Enjoying my second consecutive day of parole, as it were. No classes to sub for today. Just in my lounge wear, blogging or writing away.
My parents have been loyal customers of Japan TV via Rogers for several years, so when it comes to getting Japanese television, it almost feels like I never got away from the country, especially when it comes to broadcasting by the national station, NHK. It dominates much of the programming on Japan TV. Of course, one of the mainstays on NHK for decades has been the morning serial drama (asa renzoku shousetsu....朝連続小説). Every weekday morning from 8 to 8:15 on Channel 1, there has been a 15-minute telenovella, usually showing a drama based on Japan's yesteryears during the 20th century. Maybe the most famous one that has ever been shown internationally was the series "O-Shin" from 30 years ago which portrayed the struggles and eventual triumph of a woman from abject poverty to the presidency of her own franchise. Even Ronald Reagan dropped the name in a televised speech aimed at the Japanese people. I've never been much for schmaltzy melodrama, so I usually stayed in my room studying while I could hear my parents sniffling away while watching rented videos of the program.
Nowadays, my parents don't have to leave their home to get videos since they can watch their dramas via Japan TV, albeit at 9:45 p.m. EST. The current drama that started nearly a month ago is "Ume-chan Sensei"(梅ちゃん先生....Little Doctor Ume). As with the previous serial, "Carnation", the new drama is a coming-of-age story of a young dotty woman, Umeko Shimomura, in her attempts to become a medical doctor. The setting is postwar Tokyo 1945 so the city looks more like a shantytown than the gleaming megalopolis it is today.

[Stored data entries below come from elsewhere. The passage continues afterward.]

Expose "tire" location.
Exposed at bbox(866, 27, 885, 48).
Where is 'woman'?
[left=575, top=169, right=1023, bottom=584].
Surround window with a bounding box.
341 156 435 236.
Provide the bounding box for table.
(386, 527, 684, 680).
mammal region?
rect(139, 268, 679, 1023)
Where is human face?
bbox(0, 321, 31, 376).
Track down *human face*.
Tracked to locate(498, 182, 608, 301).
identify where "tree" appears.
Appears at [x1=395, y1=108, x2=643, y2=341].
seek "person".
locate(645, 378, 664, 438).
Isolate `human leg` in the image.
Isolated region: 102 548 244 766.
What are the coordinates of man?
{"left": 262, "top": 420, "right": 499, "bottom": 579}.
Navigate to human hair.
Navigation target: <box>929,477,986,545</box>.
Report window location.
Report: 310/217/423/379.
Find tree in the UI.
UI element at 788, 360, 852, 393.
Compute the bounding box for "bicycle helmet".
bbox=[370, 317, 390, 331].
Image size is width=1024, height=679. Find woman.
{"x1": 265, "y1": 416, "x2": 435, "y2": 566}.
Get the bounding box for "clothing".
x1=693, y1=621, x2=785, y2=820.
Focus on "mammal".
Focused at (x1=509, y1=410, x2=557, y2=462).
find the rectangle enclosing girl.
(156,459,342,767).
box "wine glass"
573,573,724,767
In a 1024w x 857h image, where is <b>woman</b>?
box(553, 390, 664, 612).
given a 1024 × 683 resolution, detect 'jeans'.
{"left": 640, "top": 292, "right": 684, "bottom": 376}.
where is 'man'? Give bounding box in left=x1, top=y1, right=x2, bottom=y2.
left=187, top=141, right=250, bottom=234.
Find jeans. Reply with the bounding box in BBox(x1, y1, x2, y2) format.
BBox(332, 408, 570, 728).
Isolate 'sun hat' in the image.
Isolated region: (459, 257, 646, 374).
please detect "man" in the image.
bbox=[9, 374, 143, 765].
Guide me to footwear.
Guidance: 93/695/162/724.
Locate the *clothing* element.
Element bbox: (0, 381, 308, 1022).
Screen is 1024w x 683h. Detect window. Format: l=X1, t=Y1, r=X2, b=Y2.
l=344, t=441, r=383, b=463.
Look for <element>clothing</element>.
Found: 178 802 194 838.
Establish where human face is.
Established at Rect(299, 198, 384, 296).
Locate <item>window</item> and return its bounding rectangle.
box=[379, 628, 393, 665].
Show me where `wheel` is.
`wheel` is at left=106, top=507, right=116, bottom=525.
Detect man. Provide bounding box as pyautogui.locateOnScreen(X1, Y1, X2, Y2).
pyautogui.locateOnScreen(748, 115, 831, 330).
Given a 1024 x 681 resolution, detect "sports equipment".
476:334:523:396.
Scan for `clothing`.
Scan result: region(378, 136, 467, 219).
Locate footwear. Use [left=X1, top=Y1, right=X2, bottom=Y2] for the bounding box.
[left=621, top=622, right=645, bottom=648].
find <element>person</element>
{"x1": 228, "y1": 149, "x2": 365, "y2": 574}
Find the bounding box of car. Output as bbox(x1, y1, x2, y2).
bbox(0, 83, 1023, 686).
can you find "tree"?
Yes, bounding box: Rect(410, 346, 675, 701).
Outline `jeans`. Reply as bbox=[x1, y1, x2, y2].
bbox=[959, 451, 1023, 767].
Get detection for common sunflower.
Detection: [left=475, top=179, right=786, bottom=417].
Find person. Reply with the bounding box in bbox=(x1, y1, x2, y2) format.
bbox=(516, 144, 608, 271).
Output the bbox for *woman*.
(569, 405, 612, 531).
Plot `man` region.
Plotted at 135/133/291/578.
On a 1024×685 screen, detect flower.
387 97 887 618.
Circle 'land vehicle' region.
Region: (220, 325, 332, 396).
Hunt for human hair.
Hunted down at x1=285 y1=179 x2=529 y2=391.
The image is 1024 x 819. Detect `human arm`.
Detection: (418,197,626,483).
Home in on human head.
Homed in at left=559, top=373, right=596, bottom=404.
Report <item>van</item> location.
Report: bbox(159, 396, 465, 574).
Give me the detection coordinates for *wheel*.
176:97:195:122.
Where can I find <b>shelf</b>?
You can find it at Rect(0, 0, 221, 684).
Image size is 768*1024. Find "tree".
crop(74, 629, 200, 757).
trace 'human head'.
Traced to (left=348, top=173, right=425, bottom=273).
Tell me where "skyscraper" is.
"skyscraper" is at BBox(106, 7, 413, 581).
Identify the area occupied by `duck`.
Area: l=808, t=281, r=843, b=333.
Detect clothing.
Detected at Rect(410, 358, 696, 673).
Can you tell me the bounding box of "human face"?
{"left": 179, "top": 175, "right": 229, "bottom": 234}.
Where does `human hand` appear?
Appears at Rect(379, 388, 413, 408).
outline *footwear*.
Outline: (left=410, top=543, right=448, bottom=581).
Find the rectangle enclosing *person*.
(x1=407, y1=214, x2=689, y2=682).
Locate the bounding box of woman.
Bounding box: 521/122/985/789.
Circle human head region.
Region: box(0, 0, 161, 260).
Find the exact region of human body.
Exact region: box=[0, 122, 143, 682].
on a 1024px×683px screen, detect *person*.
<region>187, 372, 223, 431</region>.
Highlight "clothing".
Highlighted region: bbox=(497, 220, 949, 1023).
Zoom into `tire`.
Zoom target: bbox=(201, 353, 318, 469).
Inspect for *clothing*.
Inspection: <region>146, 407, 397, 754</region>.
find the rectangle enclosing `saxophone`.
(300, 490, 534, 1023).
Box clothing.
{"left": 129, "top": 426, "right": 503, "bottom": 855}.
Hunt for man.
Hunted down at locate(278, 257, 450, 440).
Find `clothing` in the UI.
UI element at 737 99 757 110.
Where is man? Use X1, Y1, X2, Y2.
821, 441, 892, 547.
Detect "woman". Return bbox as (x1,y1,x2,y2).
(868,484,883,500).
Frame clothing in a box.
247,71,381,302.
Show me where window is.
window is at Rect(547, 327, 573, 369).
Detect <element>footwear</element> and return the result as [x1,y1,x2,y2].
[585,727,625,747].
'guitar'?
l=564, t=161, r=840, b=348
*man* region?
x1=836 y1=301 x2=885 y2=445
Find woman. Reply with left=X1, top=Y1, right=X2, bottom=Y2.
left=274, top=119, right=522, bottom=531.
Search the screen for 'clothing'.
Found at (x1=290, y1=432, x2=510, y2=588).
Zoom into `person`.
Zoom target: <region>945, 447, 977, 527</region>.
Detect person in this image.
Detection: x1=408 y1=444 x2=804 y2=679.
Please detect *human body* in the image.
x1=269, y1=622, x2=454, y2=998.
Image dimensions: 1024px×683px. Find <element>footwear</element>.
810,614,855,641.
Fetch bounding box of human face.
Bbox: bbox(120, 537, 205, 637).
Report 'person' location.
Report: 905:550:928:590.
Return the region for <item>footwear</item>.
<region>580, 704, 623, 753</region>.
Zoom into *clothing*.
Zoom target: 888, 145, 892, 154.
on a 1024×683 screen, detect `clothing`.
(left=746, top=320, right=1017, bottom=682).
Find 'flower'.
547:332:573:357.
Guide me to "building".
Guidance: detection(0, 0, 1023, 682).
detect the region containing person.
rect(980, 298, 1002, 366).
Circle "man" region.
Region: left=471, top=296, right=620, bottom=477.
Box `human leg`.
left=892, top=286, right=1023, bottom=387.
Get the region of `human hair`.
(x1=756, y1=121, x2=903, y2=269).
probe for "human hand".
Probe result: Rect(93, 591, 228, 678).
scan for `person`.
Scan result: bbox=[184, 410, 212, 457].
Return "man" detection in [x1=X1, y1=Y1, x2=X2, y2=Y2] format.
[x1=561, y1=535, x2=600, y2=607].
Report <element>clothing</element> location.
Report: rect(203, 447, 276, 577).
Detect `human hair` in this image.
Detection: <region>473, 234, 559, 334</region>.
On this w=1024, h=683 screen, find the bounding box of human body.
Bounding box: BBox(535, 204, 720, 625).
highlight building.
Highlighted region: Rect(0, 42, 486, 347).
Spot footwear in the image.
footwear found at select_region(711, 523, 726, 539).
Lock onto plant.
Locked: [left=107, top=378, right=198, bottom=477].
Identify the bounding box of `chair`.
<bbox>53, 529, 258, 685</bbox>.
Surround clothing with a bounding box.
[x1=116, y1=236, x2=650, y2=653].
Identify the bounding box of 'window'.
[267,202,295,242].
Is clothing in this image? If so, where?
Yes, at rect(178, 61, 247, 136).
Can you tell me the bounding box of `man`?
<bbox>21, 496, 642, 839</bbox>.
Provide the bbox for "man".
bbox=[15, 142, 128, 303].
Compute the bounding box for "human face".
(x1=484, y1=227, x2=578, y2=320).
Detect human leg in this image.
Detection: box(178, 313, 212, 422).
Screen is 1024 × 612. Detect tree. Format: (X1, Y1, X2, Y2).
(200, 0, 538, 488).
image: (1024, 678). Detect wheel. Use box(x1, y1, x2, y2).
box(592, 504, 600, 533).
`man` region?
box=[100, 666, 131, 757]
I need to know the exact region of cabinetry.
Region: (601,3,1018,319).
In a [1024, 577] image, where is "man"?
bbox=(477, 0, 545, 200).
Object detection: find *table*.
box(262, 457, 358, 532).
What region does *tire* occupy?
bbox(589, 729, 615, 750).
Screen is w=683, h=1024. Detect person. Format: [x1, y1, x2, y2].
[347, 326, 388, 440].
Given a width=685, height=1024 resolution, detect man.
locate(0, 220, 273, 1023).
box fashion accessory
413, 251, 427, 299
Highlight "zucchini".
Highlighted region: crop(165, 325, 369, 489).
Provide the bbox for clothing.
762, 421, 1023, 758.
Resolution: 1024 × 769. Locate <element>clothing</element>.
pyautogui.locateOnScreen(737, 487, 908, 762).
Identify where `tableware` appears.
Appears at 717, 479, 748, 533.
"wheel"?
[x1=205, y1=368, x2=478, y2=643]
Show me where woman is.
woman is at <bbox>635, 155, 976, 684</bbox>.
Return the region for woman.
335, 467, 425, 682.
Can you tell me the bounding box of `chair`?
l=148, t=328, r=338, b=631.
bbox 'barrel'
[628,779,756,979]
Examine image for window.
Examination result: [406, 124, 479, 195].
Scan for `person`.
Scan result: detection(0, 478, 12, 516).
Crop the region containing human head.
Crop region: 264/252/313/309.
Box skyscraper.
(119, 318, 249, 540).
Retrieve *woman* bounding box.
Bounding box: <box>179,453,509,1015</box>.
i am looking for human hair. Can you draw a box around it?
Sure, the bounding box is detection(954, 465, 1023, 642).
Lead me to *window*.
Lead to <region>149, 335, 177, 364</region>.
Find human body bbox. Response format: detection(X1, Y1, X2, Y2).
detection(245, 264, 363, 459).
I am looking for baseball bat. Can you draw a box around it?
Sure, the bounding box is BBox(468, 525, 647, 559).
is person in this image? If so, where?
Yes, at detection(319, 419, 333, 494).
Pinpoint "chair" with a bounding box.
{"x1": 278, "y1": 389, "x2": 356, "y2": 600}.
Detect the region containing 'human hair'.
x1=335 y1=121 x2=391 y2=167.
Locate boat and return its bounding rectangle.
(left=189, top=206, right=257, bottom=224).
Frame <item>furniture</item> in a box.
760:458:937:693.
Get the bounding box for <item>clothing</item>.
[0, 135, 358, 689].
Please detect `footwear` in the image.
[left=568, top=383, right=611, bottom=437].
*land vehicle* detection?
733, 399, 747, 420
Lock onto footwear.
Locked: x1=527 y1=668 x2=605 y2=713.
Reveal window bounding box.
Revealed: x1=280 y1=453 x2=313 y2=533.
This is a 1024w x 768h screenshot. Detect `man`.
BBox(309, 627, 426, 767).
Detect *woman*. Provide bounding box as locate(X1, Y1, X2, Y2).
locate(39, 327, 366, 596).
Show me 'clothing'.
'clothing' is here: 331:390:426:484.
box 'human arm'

I guess I've gotten mellow in my middle age, since I've been finding myself watching a number of episodes with the parentals. Mind you, I think the somewhat overly melodramatic tone of NHK rendora (the short form of the serial drama) in years past has itself mellowed out. Still, the Japanese like to watch their actors slap their hearts firmly on sleeves, so the Shatner effect pops up now and then. Frankly I think the dramas on the commercial stations are now far more hysterical (and not in a funny way) than the NHK ones; I gave up on those back in the late 90s.
Back to "Ume-chan". The era that I've always been most interested in has been the postwar era leading up to the Economic Miracle years of the 1980s...basically the path from rusted corrugated iron to gleaming steel and glass. Perhaps one of the reasons I've been more attracted to this drama is just seeing what life was like back then, the years that my parents had grown up in. The characters are amiable enough: Maki Horikita is the slightly annoying (for now, at least) but adorable and stalwart Ume-chan with her more with-it older sister, Matsuko and older brother, Takeo. The ever-grumpy father is the typical Showa-era master of his castle (and a doctor) with an ever-patient softspoken mother. Those last two characters are being played more as types than as real individuals, but even the NHK rendora have always been more about showing the sepia-toned fuzzy nostalgia than reality.
At this point, the situations have been fairly light and comical. Discovering the taste of that rare black gold....Coca-Cola, trying to sneak past the eagle eyes of Dad to attend an innocuous dance party, and Ume-chan just trying to figure out the German language so that she can succeed in medical school. Back then, all medical students had to learn German...the Chief of Staff at the local hospital in my town during my JET days could speak it fluently.
I think the only thing that I don't really like is that SMAP theme song......tortured, tortured, tortured.